Employees of Skoda Jaderne Strojirenstvi AS. inspect the base of a core barrel manufactured for use in the Olkiluoto nuclear power plant in Finland, at the Skoda JS factory in Pilsen, Czech Republic, on Friday, Aug. 27, 2010.

Leslie Dewan was 1 year old in 1986 when the Chernobyl nuclear plant in Ukraine melted down. Dozens of people died in the immediate aftermath of the catastrophe, and clouds of radiation spread over parts of Europe, contributing to thousands of excess cancer deaths. But the fallout experienced by the nuclear-power industry was almost as dire. Although the meltdown at Chernobyl had more to do with the failures of Soviet engineering than with nuclear power itself, the industry was dealt a crippling blow by the worst accident in its history. In the U.S., where memories of the partial meltdown at Three Mile Island in 1979 were still fresh, nuclear construction hit a standstill: no new plants were started for more than 30 years. For a smart young engineer like Dewan, who entered the Massachusetts Institute of Technology (MIT) as an undergraduate in 2002, the nuclear industry might seem like a dead end.

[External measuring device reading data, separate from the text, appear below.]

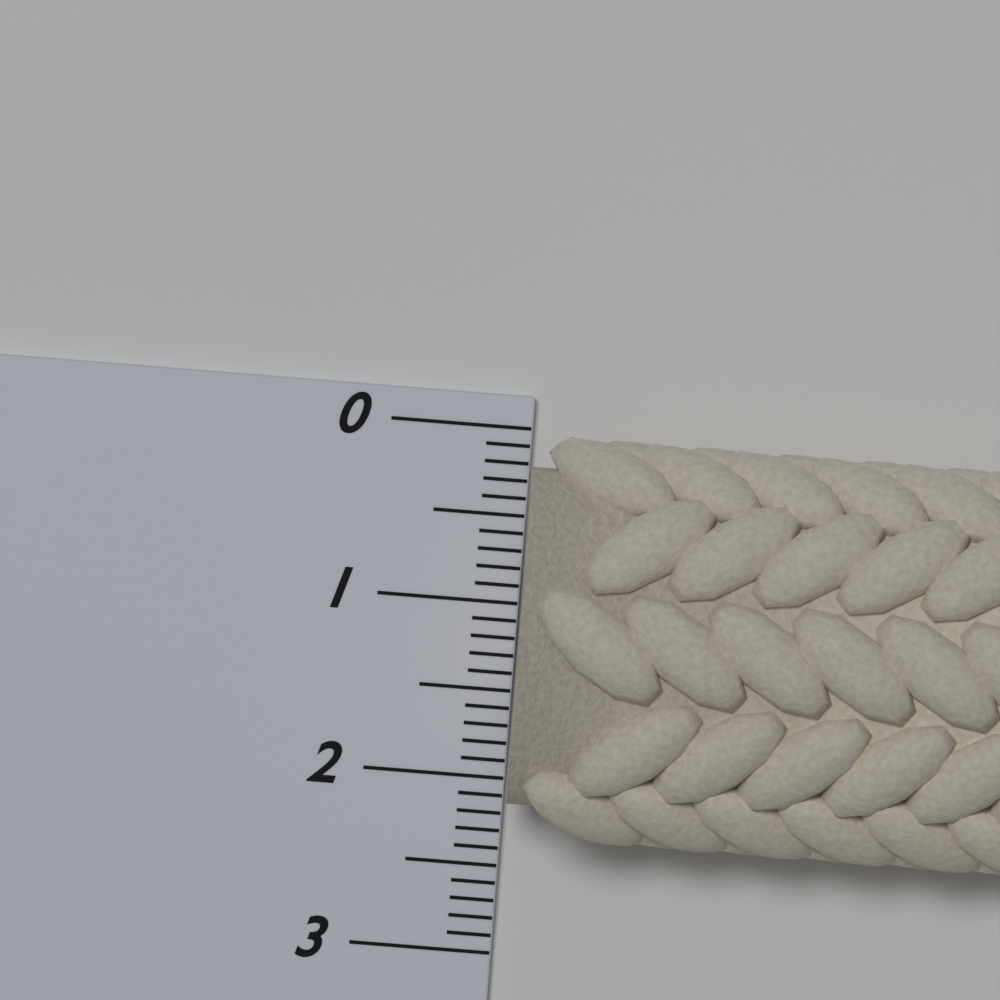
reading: 2.3 (no unit)
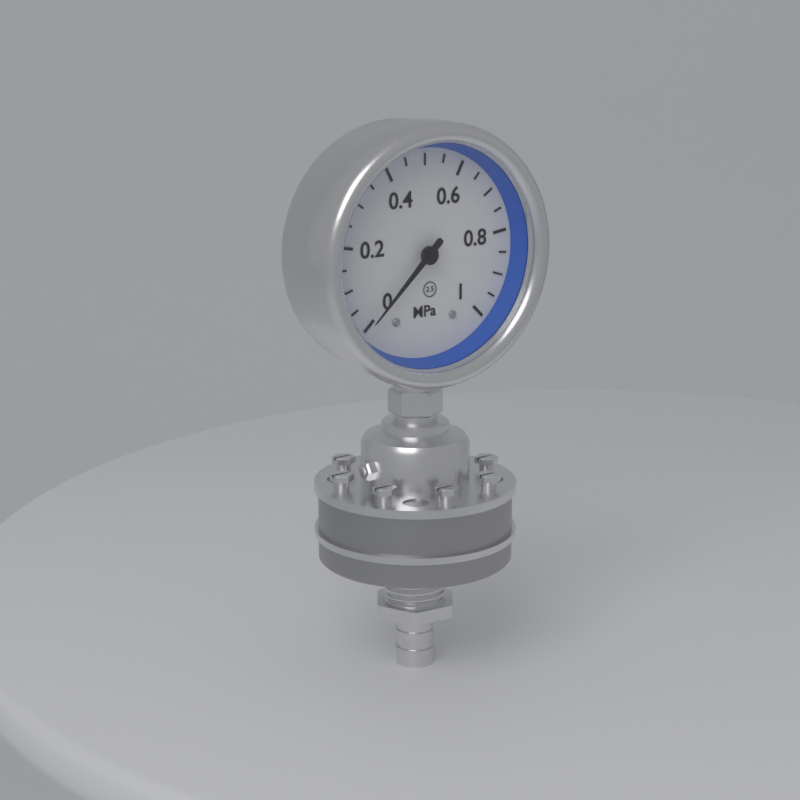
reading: 0.00 MPa
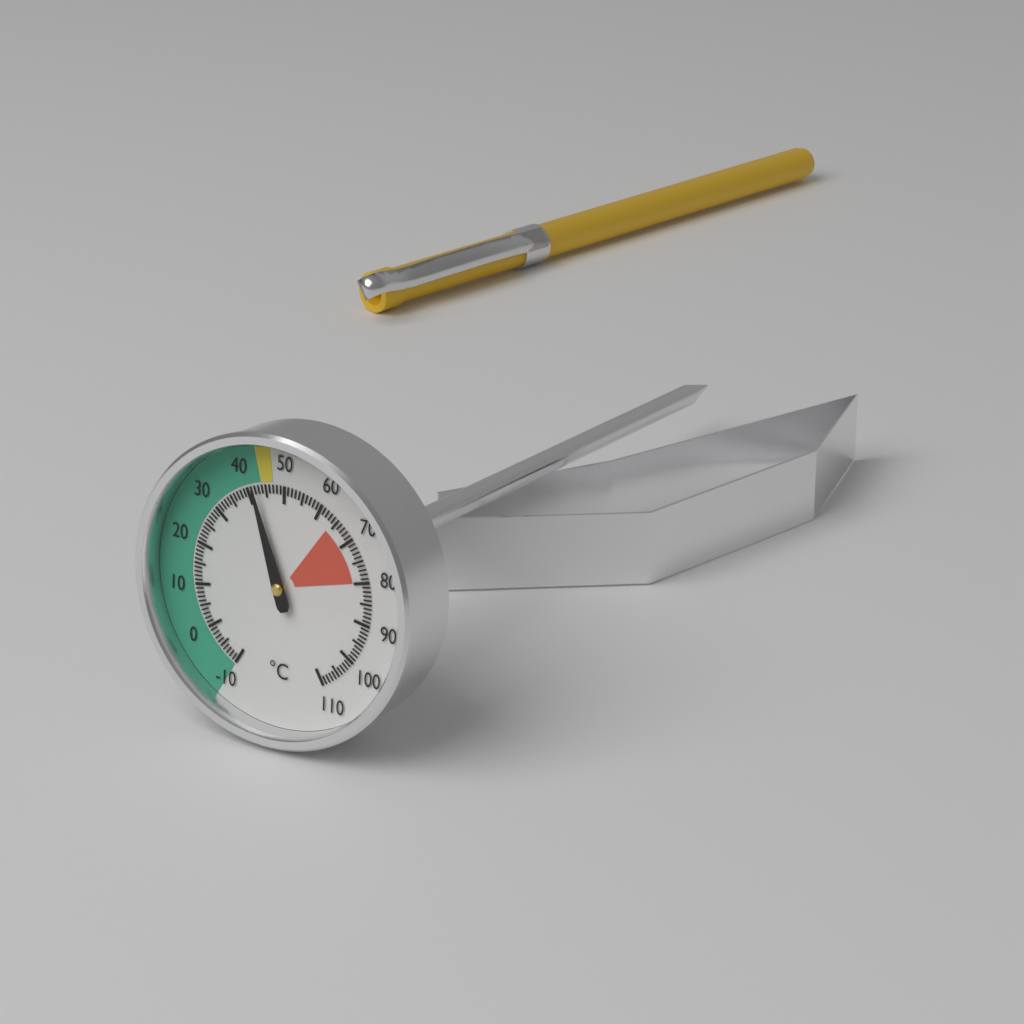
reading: 42 °C
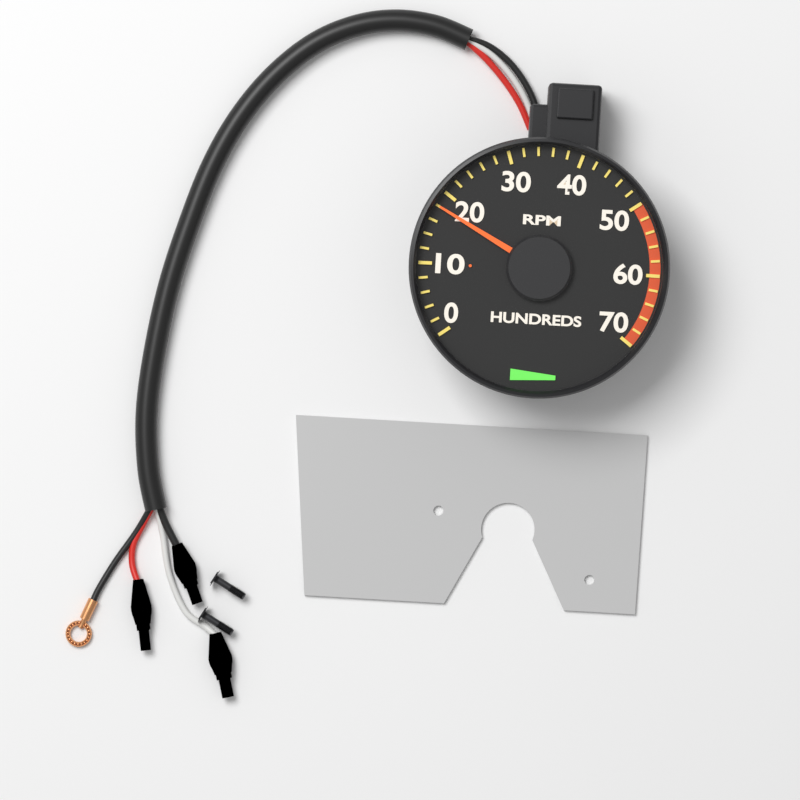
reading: 1800 RPM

But that's not how Dewan sees it. For the 28-year-old--and for a growing number of other young scientists interested in energy--Chernobyl is at most a dim memory. They see nuclear power as far from an existential threat to the planet but instead as the best way to save it, and they're trying to revive the stalled industry with next-generation reactor designs that could change the way a skeptical public views atomic energy. Dewan just completed her doctorate in nuclear engineering at MIT, and in her spare time she co-founded a start-up called Transatomic Power, which has plans to build a safer and cheaper nuclear reactor, one that couldn't melt down like the older plants at Chernobyl or Fukushima. "I've always been concerned about global warming," she says. "It seemed to me like working in nuclear power was a logical way to do something to help the environment."

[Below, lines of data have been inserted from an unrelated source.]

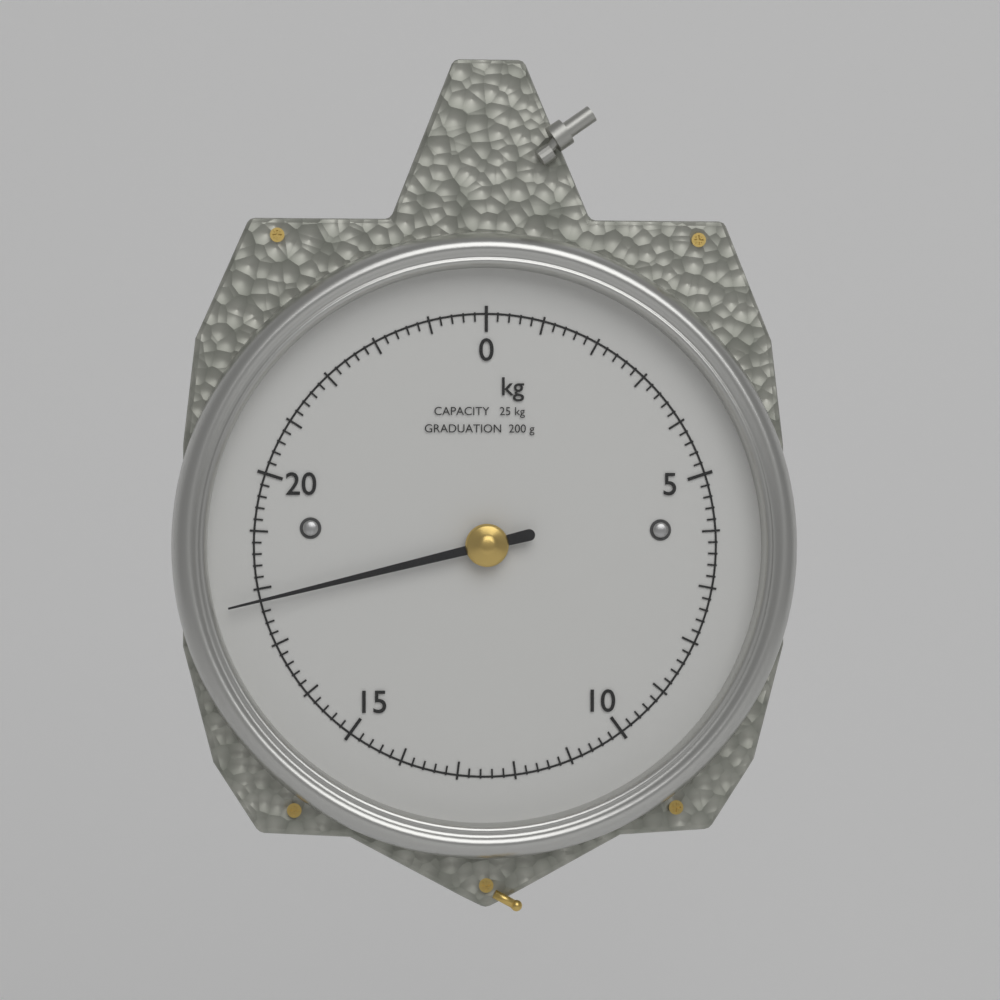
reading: 17.8 kg
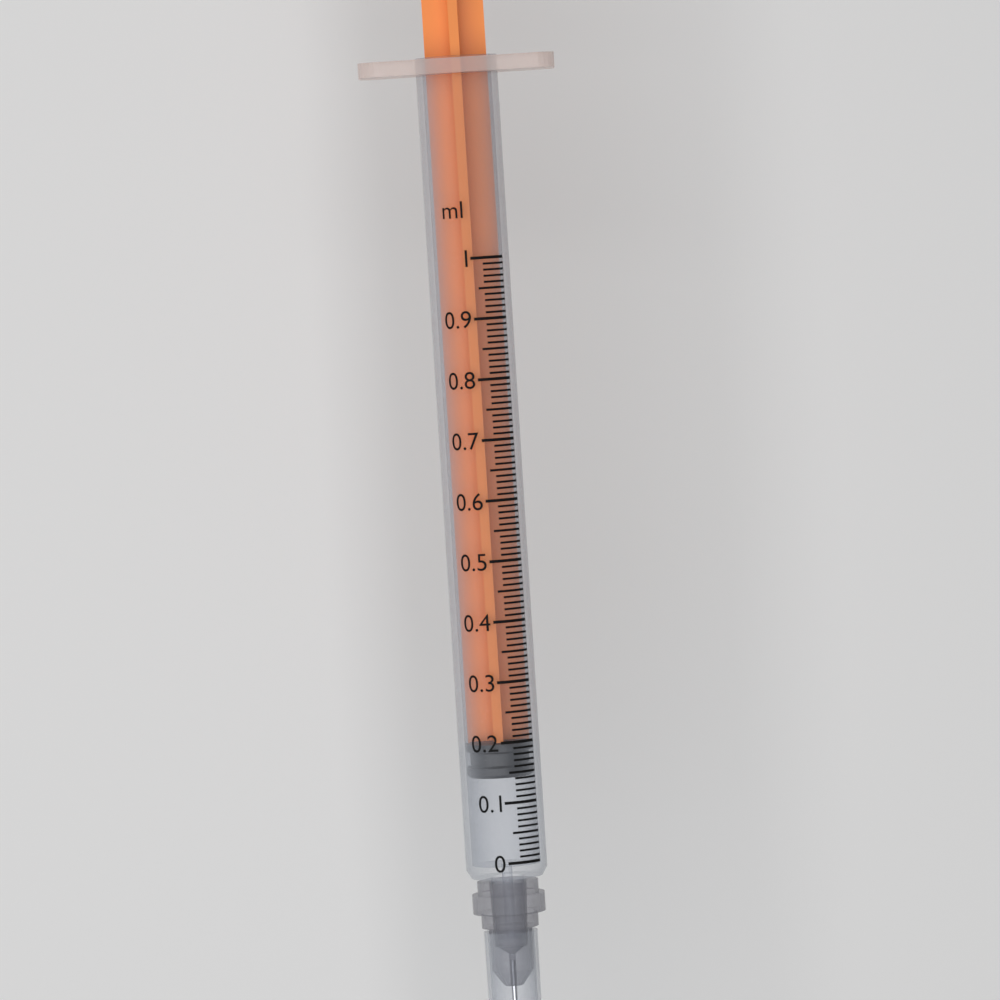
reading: 0.14 ml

We tend to pay attention to nuclear power only when something goes wrong, but for all its high-profile problems, nuclear has proven less deadly than almost every other form of electricity on a megawatt-by-megawatt basis. (Air pollution from coal, the top source of electricity in the U.S., contributes to the deaths of 14,000 people a year.) And aside from hydroelectric--which has mostly hit its growth limits and has its own side effects--nuclear is the only large-scale, always-on source of power that doesn't contribute to global warming. If you know about energy and care about climate change--like Dewan--there's no reason why you wouldn't be attracted to nuclear. "I was always fascinated that something could produce so much energy with so little fuel," says Jacob DeWitte, another MIT grad student and the founder of the micro-nuclear start-up UPower.